Retirement Game Plan
According to the Transamerica Center for Retirement Studies, the median amount of retirement savings for someone in their 60s is $172,000 (median means that half have more than this, and half have less).
Using the standard 4 percent withdrawal rate advocated by many financial planners, that means a retiree with $172,000 could take out about $6,880 a year, or $573 a month
But an unexpected expense — medical bill or an unexpected car repair — could blow a retiree's financial plan to pieces.
It's no wonder that many retirees and soon-to-be retirees are considering a side hustle to navigate the financial hurdles.
Carmen Bianco, 60, of Connoquenessing plans to retire in two years from his job producing local programming for the Armstrong Cable Channels 10 and 100.
But before he does, he hopes to get his leather-working business profitable.
“I took up leather working about a year ago,” he said. “I was looking for a wallet and couldn't find one I liked.
“So I made my own. My son wanted a sheath for his knife. I was getting more and more requests from friends,” Bianco said, which gave him the idea leather work could become an alternate source of income when he did pull the plug on his working career.
Startup costs were minimal. He watched lessons and instruction videos on YouTube and on the Internet.
His tools included a box-cutter type knife, edge bevelers, pricking irons to make holes in the leather and needle and thread.
He's even created a niche market for his wares: wallets made out of old baseball mitts.
“I really enjoy working with old baseball gloves. I make wallets out of the leather from the palms of the gloves,” Bianco said.
He said the leather is smooth and supple from use and easy to work with.
He got started on this particular specialty when Seneca Valley High School alumnus Matt Smith, a pitcher for the Milwaukee Brewers minor league affiliate the Carolina Mudcats, asked Bianco to make a wallet out of Smith's first baseball glove.
“You can take a wallet from a glove and pass it down to your children,” he said.
Now, he looks through flea markets and secondhand stores for old baseball glove that he can convert into wallets.
When he's not getting his raw material from Rawlings and Wilson, Bianco gets his leather from Tuscany, Italy.
In addition to wallets, Bianco converts leather into sheaths and journal and notebook covers.
He estimates it takes him six hours to complete an item; eight to 10 hours if he's making it from an old baseball glove.
The extra time for a glove is spent defacing and pulling it apart.
After the future item's pattern is laid out, it's cut out, stitched and given a finishing rub with a leather conditioner.
Then the almost-finished product is stitched together.
“I can do that watching television or listening to music,” he said.
He says he can devote five or six hours a week to his leather-working side business.
“I hope to generate a little extra income. I don't know how much an opportunity it will be,” he said. “I'm trying to break even. I'm nowhere near making a profit.”
But he has hope and some time before retirement to build up his clientele.
He's got an Instagram page, “Bianco Leather,” that he thinks is generating some buzz.
“The more that people see it, people give it a lot of interest,” Bianco said.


> [Work required]: Word for word, please copy the line containing "Return human face" and all lines after it in the entries below, and only those, leaving every picture out.

Stored data entries
────────────────
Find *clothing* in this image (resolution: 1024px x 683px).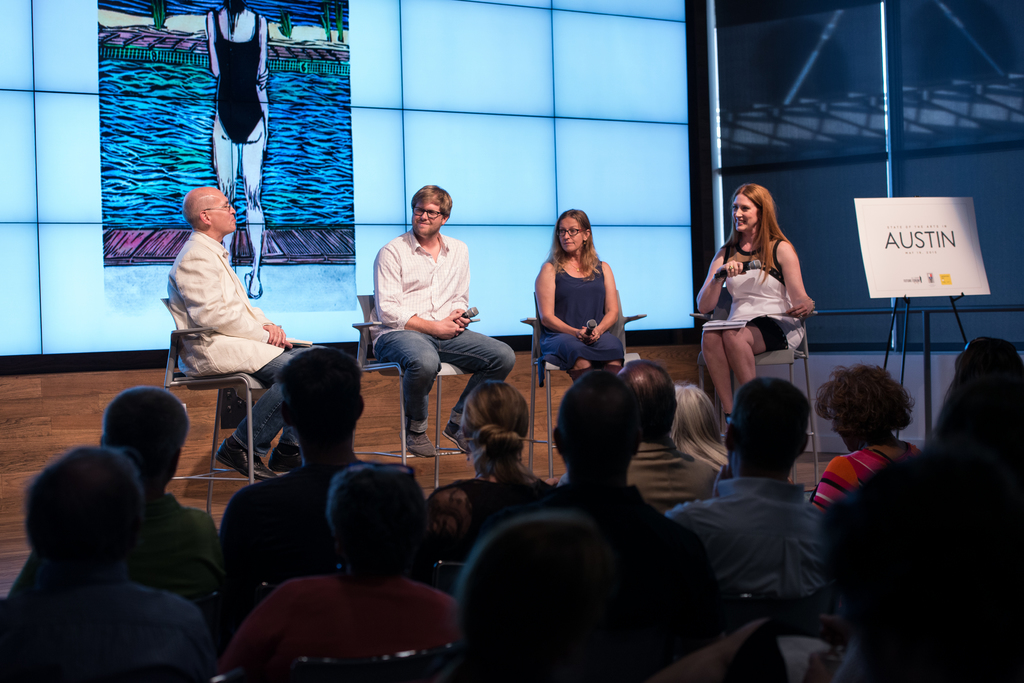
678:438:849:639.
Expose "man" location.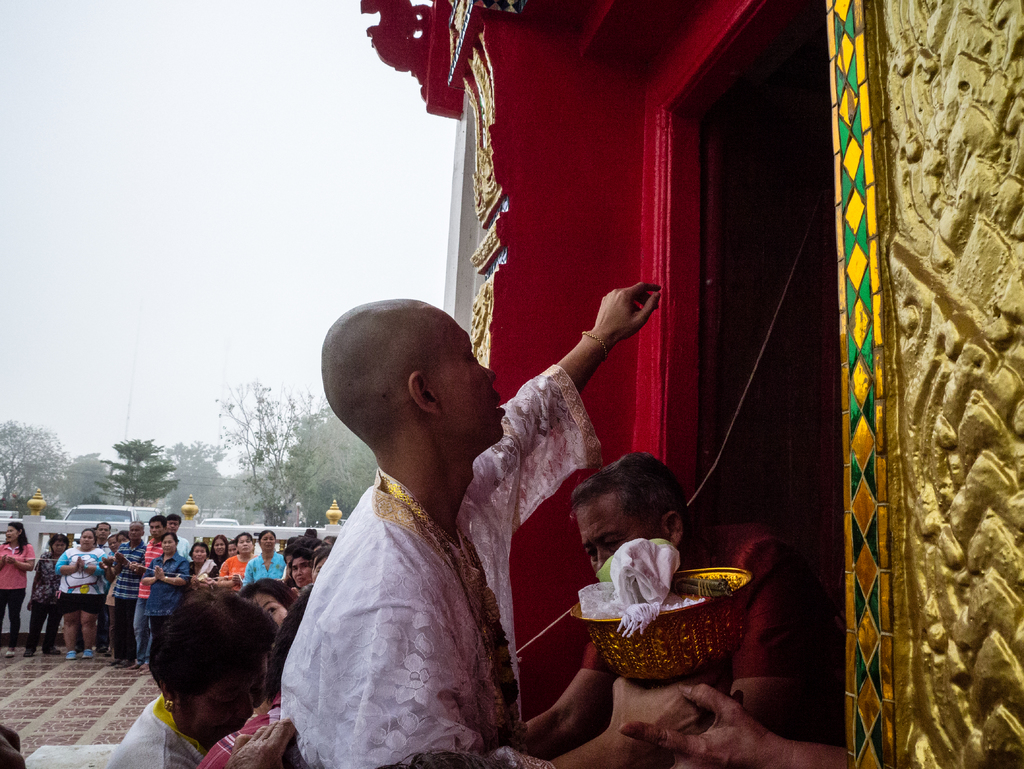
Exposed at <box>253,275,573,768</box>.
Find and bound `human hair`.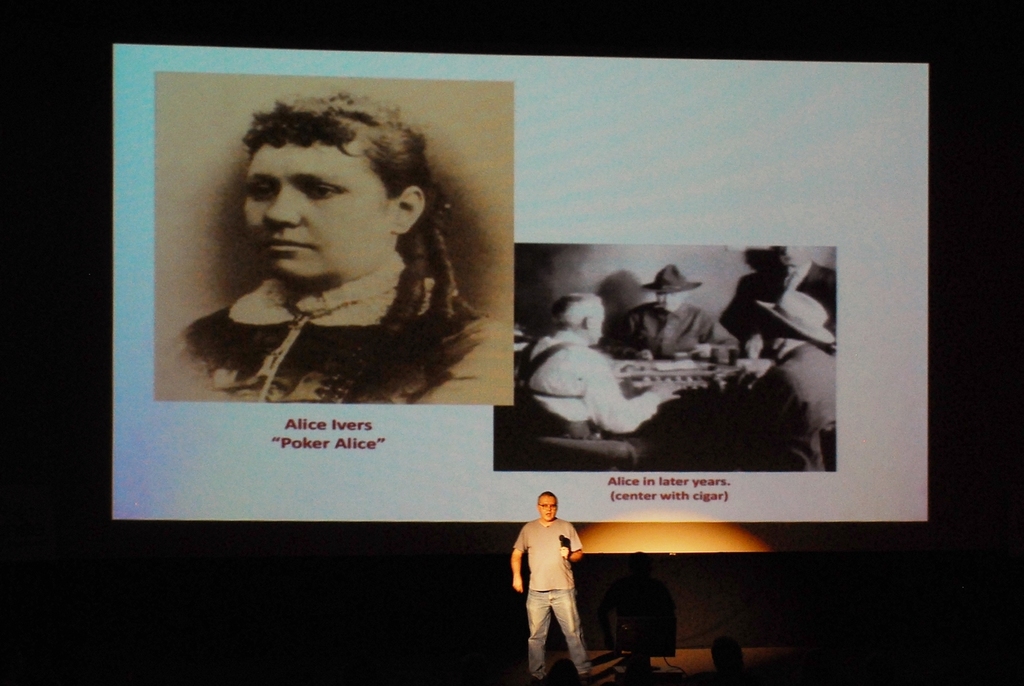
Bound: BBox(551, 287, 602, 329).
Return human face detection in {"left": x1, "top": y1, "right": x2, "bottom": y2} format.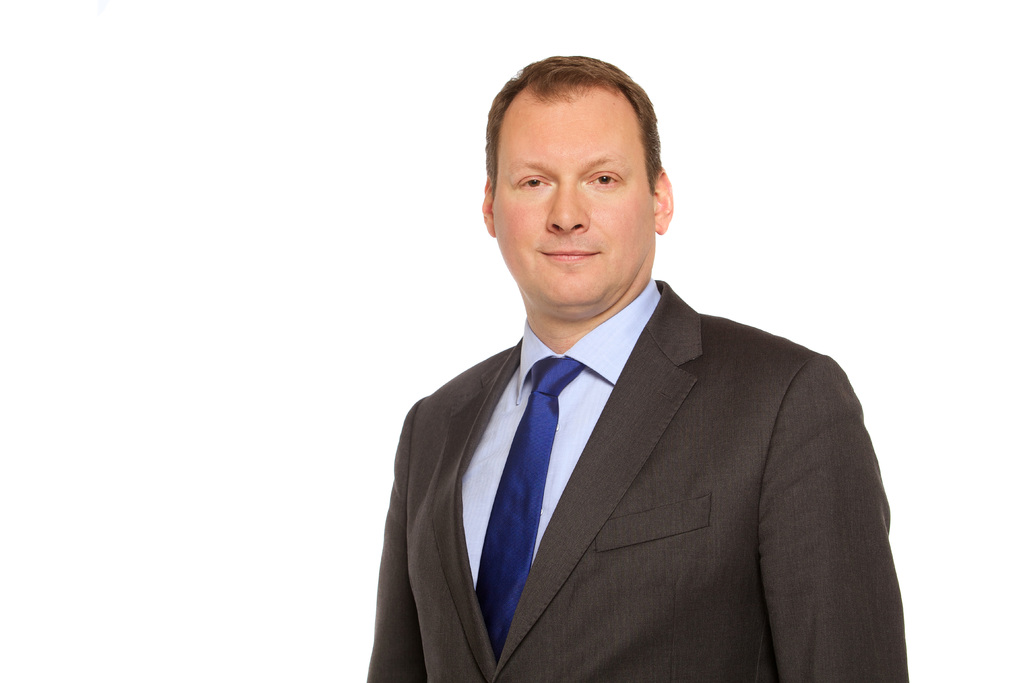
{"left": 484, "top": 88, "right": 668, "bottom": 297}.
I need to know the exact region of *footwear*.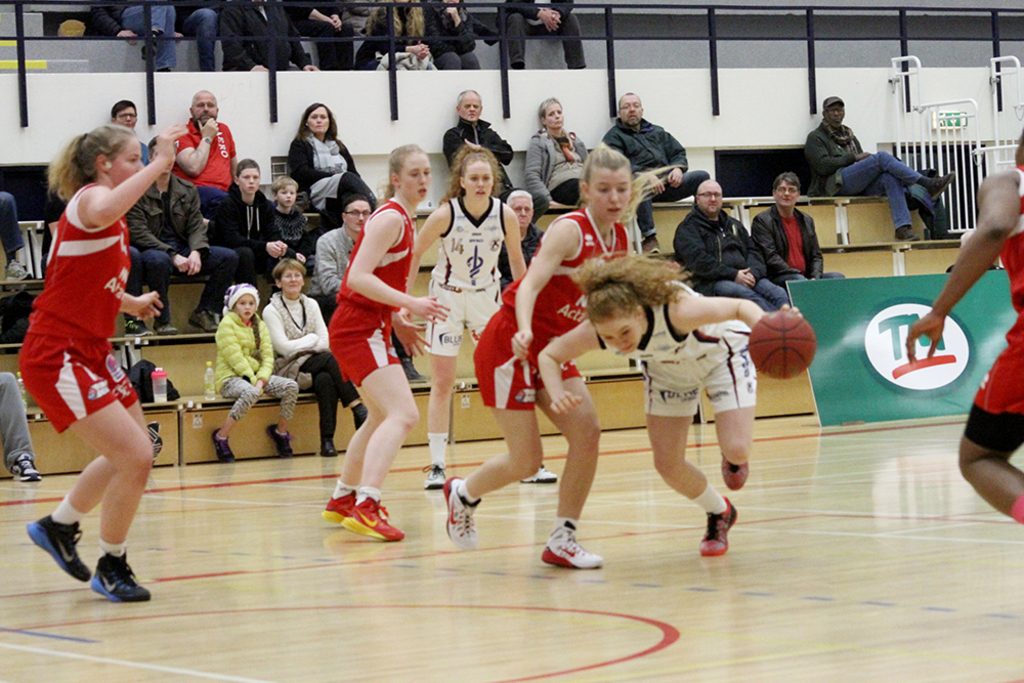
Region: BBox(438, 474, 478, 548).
────────────────
> [Answer to the problem]:
Return human face detection in {"left": x1, "top": y1, "right": x2, "bottom": y2} format.
{"left": 484, "top": 88, "right": 668, "bottom": 297}.
I need to know the exact region of *footwear*.
Region: BBox(438, 474, 478, 548).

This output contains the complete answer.